SNP MSP Bill Kidd, who is both the convener of Holyrood’s cross party group on nuclear disarmament and co-president of the global group Parliamentarians for Nuclear Non-proliferation and Disarmament (PNND), was at the meeting representing Scotland.

The UK Government has declined to sign or ratify the TPNW, but the SNP have committed to doing so in an independent Scotland.

Speaking on Monday, Prime Minister Keir Starmer said that “if ever there was a time to reaffirm support for the nuclear deterrent, it is now”, given the escalating tensions with Russia in Europe.

However, parliamentarians at the UN argued that those geopolitical tensions underline “the importance of implementing and universalising the TPNW”.

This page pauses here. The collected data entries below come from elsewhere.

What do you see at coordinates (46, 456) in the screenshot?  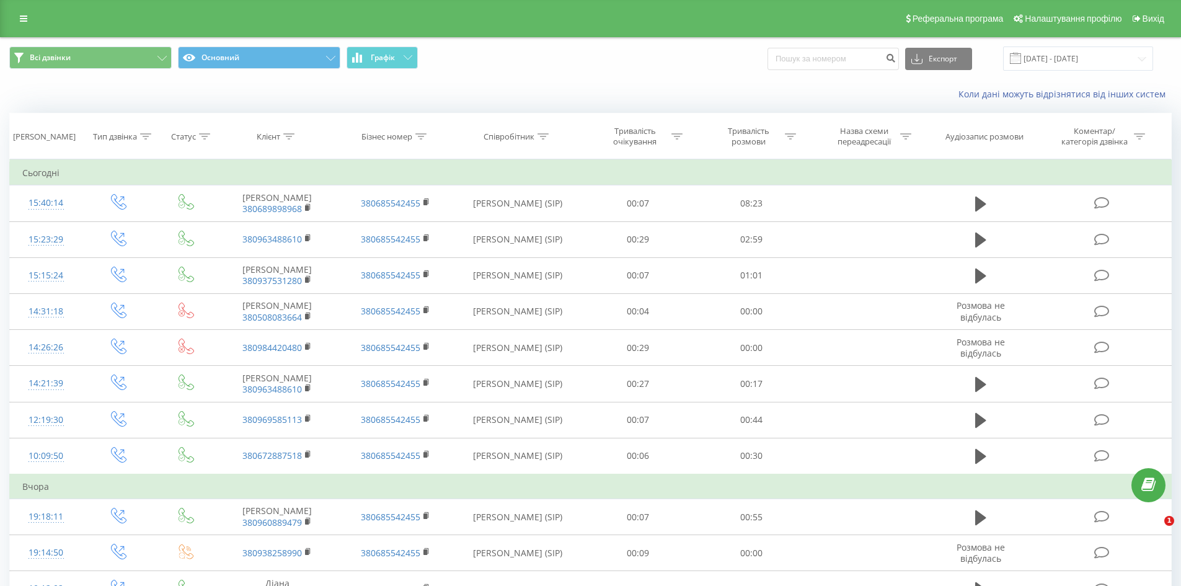 I see `div: 10:09:50` at bounding box center [46, 456].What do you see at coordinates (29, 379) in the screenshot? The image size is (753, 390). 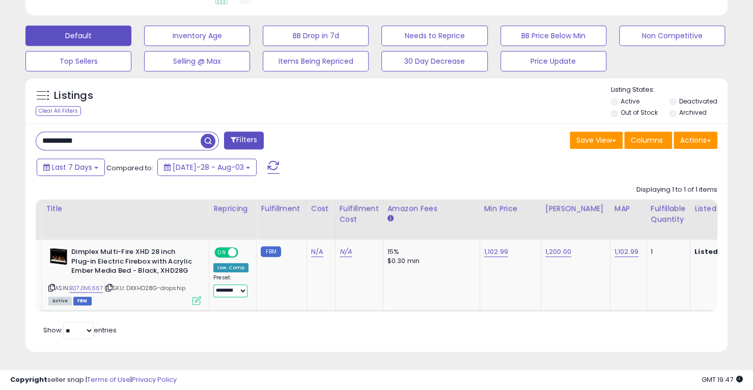 I see `strong: Copyright` at bounding box center [29, 379].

They said: “Far from ensuring security, nuclear weapons put the world at increasing risk – from Russia's threats to use nuclear weapons in the context of the illegal invasion of Ukraine, to a minister of Israel suggesting to drop a nuclear bomb on the Gaza Strip, to threats of renewed nuclear testing, to expanded nuclear-sharing arrangements in Europe, and the modernization of arsenals in every single nuclear-armed state.

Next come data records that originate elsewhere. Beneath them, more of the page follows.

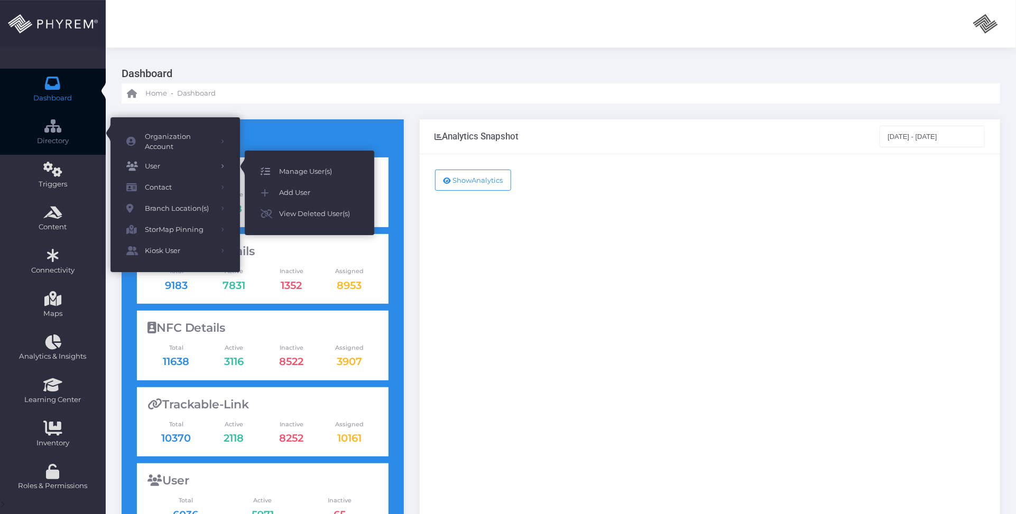 The image size is (1016, 514). What do you see at coordinates (156, 94) in the screenshot?
I see `span: Home` at bounding box center [156, 94].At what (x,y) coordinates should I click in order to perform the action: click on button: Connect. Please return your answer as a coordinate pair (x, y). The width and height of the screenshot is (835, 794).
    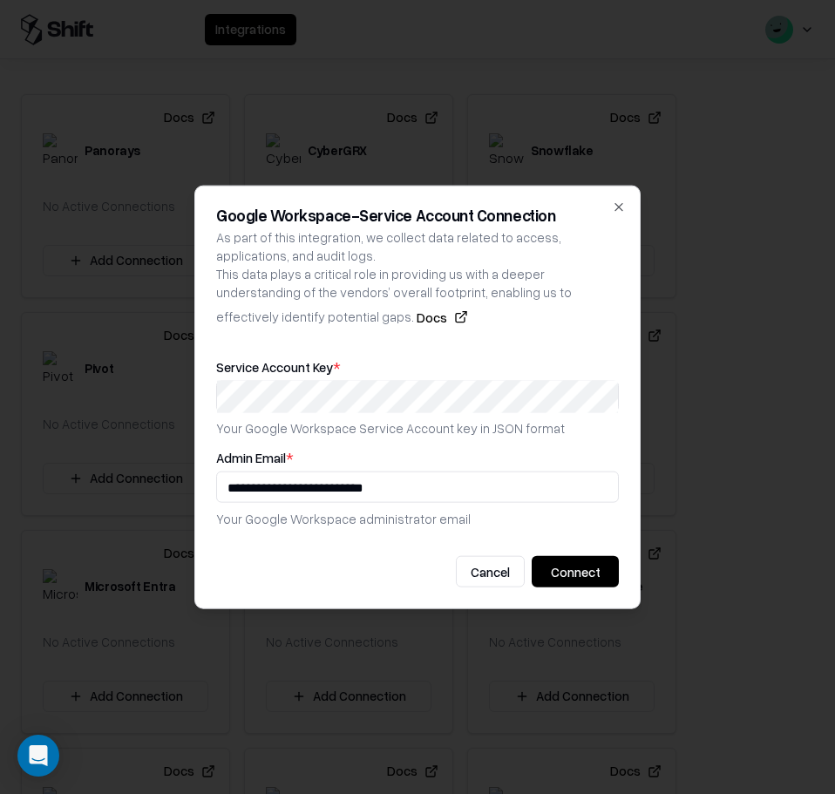
    Looking at the image, I should click on (575, 572).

“Loose rhetoric about ‘small’ nuclear weapons and tactical use has lowered the threshold for nuclear war and brought us closer to catastrophe than at any time since the Cold War."

Israel and Russia are two of the world's nine nuclear-armed nations, alongside the UK, US, France, China, Pakistan, India, and North Korea.

The parliamentarians' statement goes on: "Instead of addressing these risks, a small number of governments respond by doubling down – expanding their reliance on nuclear deterrence, issuing counter-threats, and pouring ever more resources into these weapons of mass destruction.

“Such a strategy is doomed to fail.”

The statement from the parliamentarians will be delivered to the UN summit by Hinamoeura Cross, a French Polynesian politician who – along with the entire population of her nation – was impacted by radioactive fallout from French nuclear tests.